Obviously, the original pyramid organizational structure, in which the leader is above others and everything needs the instructions of subordinates, will not be able to meet the requirements of critical moments. Therefore, it is necessary to change the organizational structure into an inverted pyramid and a flatter organizational structure.

In this organizational structure, managers are no longer bureaucratic CEOs, but leaders who help front-line employees serve the market and customers.

The responsibility of the middle level is not only to upload and distribute, but also to be a middle-level manager who is familiar with the knowledge and skills of supervision, teaching, criticism, praise and teaching, and mobilize the necessary resources to help front-line employees achieve their goals.

Front-line employees become the protagonists, the "internal customers" of the company and the objects of the company's services. Because there are satisfied employees, there are satisfied customers.

Such a structure is more necessary and efficient in the service industry, because the starting point of the service industry is not products, but customers.

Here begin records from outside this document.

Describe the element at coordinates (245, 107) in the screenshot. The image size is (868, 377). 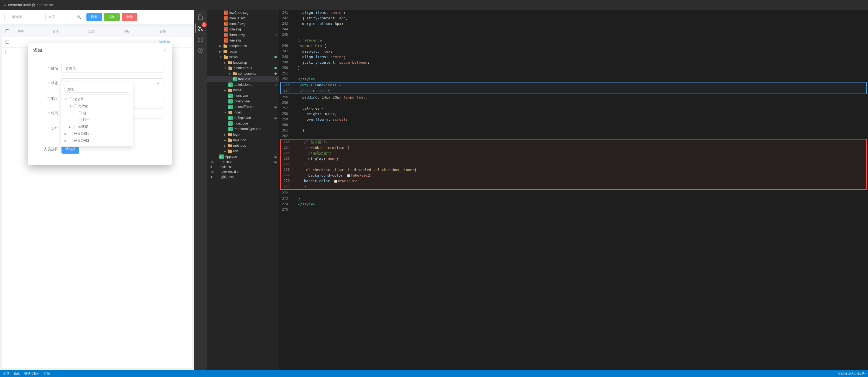
I see `file-name: uploadFile.vue` at that location.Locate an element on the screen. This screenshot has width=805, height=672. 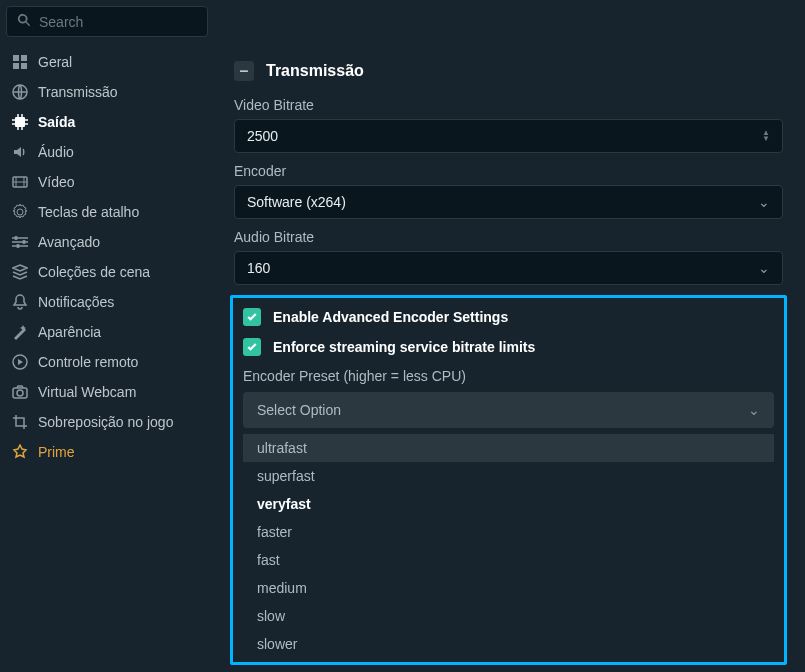
bell-icon is located at coordinates (20, 302).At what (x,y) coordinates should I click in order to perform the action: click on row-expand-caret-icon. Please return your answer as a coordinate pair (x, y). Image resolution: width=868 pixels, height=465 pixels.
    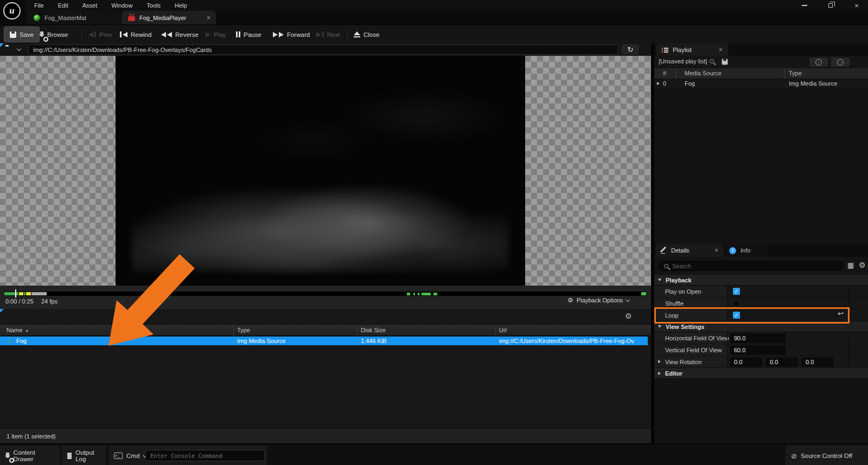
    Looking at the image, I should click on (659, 83).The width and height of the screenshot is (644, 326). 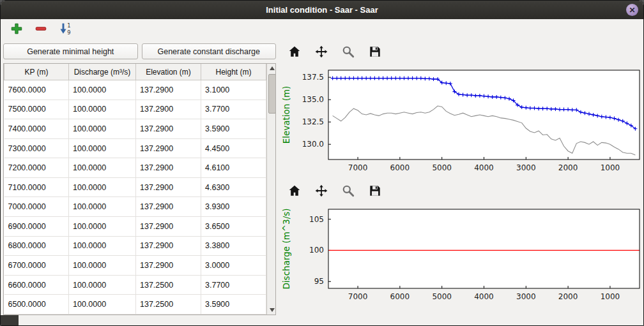 I want to click on table-cell: 4.6300, so click(x=234, y=188).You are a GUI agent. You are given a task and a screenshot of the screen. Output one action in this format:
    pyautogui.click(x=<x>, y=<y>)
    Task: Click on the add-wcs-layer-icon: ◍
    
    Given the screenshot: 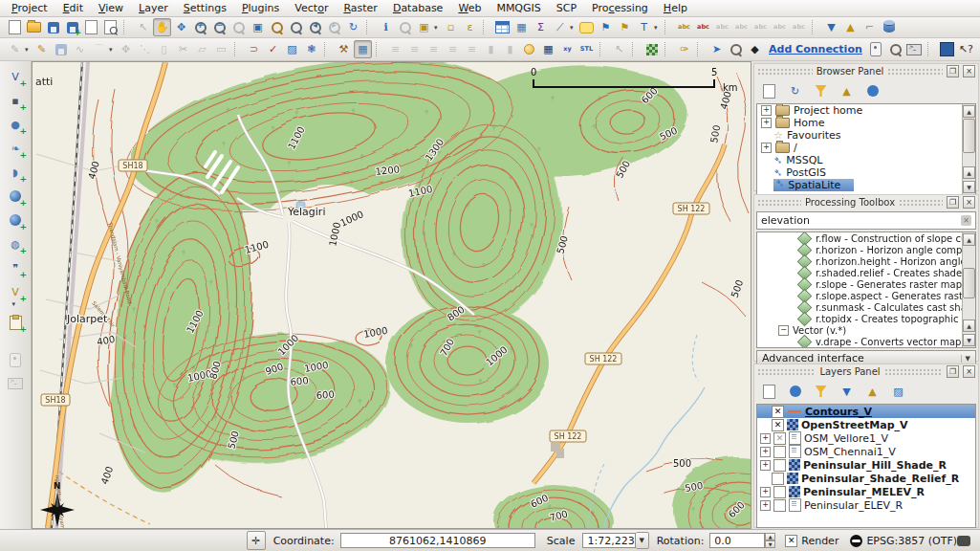 What is the action you would take?
    pyautogui.click(x=15, y=244)
    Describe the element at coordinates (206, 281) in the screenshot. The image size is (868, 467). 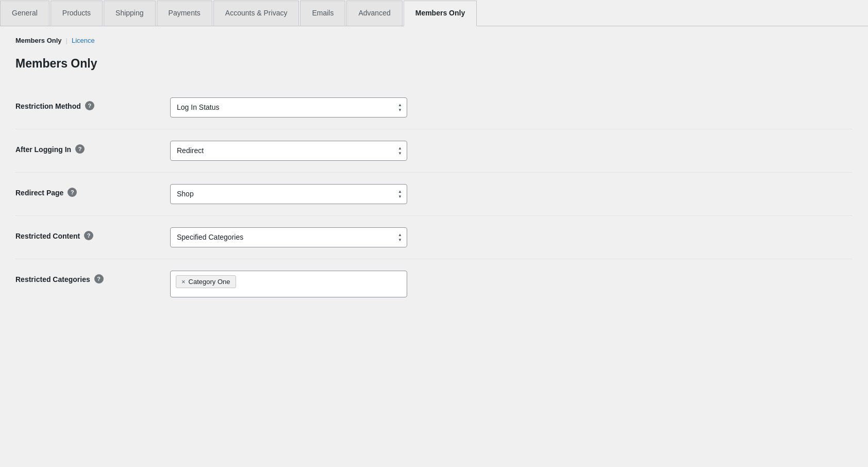
I see `tag-item: ×Category One` at that location.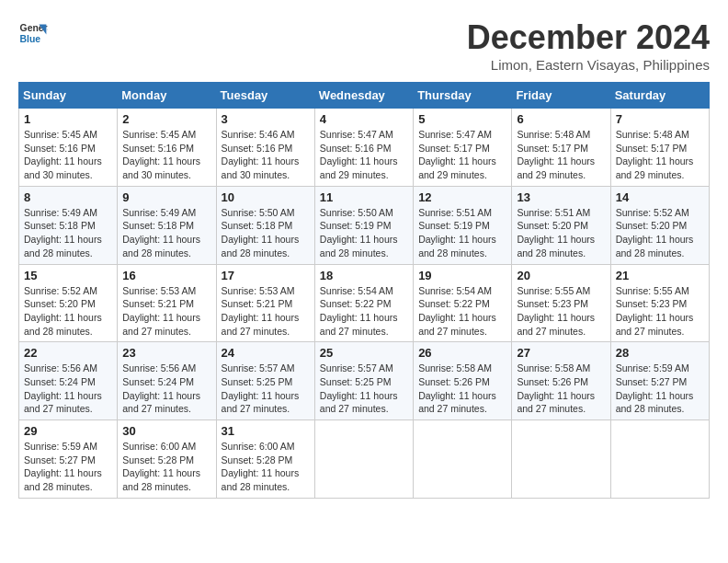  I want to click on calendar-cell: 12 Sunrise: 5:51 AM Sunset: 5:19 PM Dayl…, so click(463, 224).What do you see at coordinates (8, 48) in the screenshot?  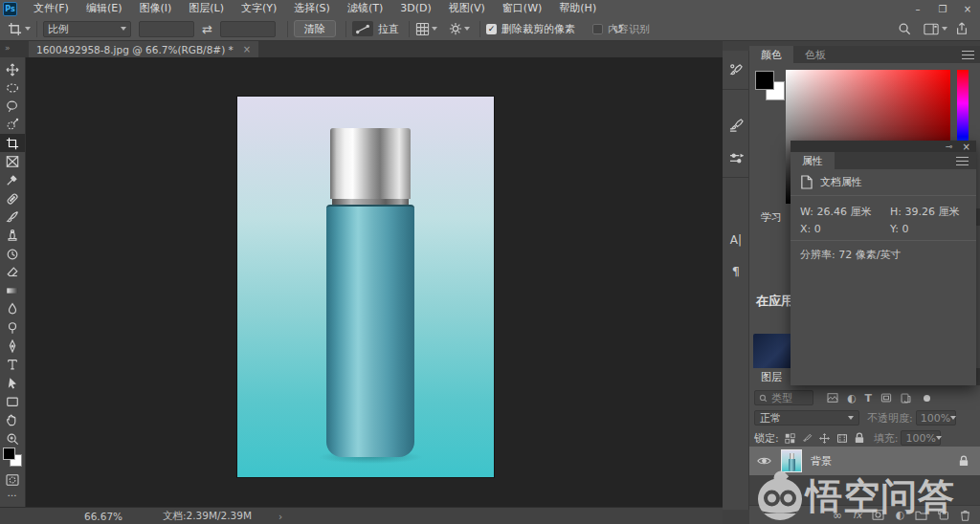 I see `toolbar-overflow-icon: »` at bounding box center [8, 48].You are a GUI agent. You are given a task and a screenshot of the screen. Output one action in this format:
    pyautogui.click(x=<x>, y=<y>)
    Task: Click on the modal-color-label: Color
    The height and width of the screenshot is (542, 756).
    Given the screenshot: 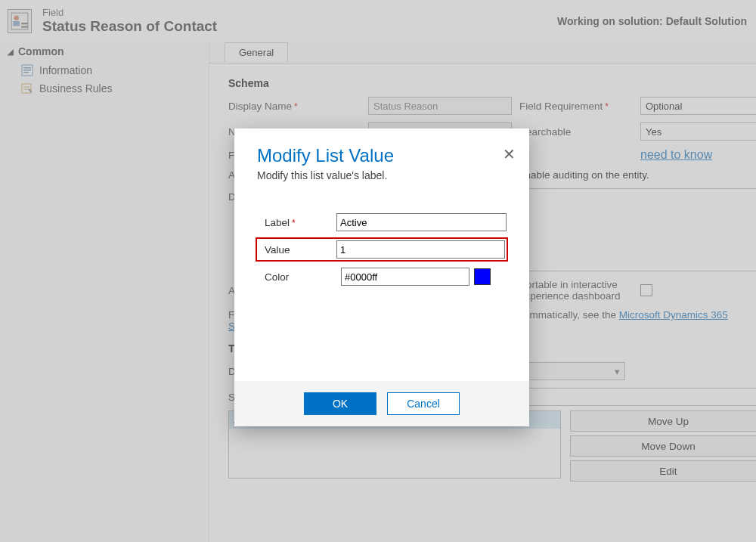 What is the action you would take?
    pyautogui.click(x=301, y=277)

For example, the "three-person buyer group" of Handu Yishe, which has attracted much attention in the field of e-commerce, is a bold attempt to flatten the organization and fully empower front-line employees. It turned out to be very successful. The trio has a high degree of autonomy, from style selection, pricing to production and promotion, all of which are decided by the groups themselves, and the groups compete with each other. This has greatly mobilized the enthusiasm of employees and adapted to fleeting business opportunities more flexibly.

Carlson believes that if we want to sincerely serve every customer's needs, we should encourage front-line employees to put forward ideas, because they are key people at many critical moments.

From the example of Handu Yishe, it can be seen that the company must completely change the role of front-line employees if it really wants to be customer-oriented.

There is a story: when two masons were asked what they were doing, one of them replied, I am building a wall with these damn stones; The other replied, I want to build a cathedral with everyone.

At first glance, I thought this story was a mason's mentality problem, but think about it carefully, is it really a mason's problem? Maybe the managers didn't describe this vision to them. Many times, while complaining that employees are not motivated, we firmly hold on to power.

If managers can lead employees to imagine and design the future of the whole church and give them some tasks, then they will certainly be more satisfied with their work, more efficient and more willing to work hard to achieve their goals.

Haidilao hot pot, which is known as providing "abnormal service", is popular all over the country. Many people say that Haidilao can't learn it, because you can learn fur services such as free manicure and free shoeshine, but you will never learn the sincere smile and enthusiasm of Haidilao employees. In the words of Haidilao, "employees are more important than customers"!

Under the support of this concept, Haidilao employees have great freedom of service. For example, some customers eat Haidilao in winter and feel that their watermelons are particularly sweet, so they ask if they can pack some back. The waiter was particularly embarrassed to say "Sorry, sliced watermelons can't be packed". However, when the account was settled and ready to go out, the waiter chased it out and gave it to them, saying, "Sliced watermelons won't work, but the whole one can."

Therefore, if we want to serve every customer's needs sincerely, we can't rely on the instructions of superiors and rigid methods, because the supervisor who wrote these regulations is too far away from customers! Carlson said that front-line employees such as air ticket agents, flight attendants and baggage handlers should be encouraged to put forward ideas and given the right to make decisions and take actions, because they are the key figures in many critical moments of 15 seconds.

Any enterprise will lose its vitality once it is out of real contact with customers. Because customers who get satisfactory service are the only truly valuable assets of the company.

Therefore, the name of the enterprise should not be a noun, but a verb, which is the real experience of many key moments that customers can imagine at any time.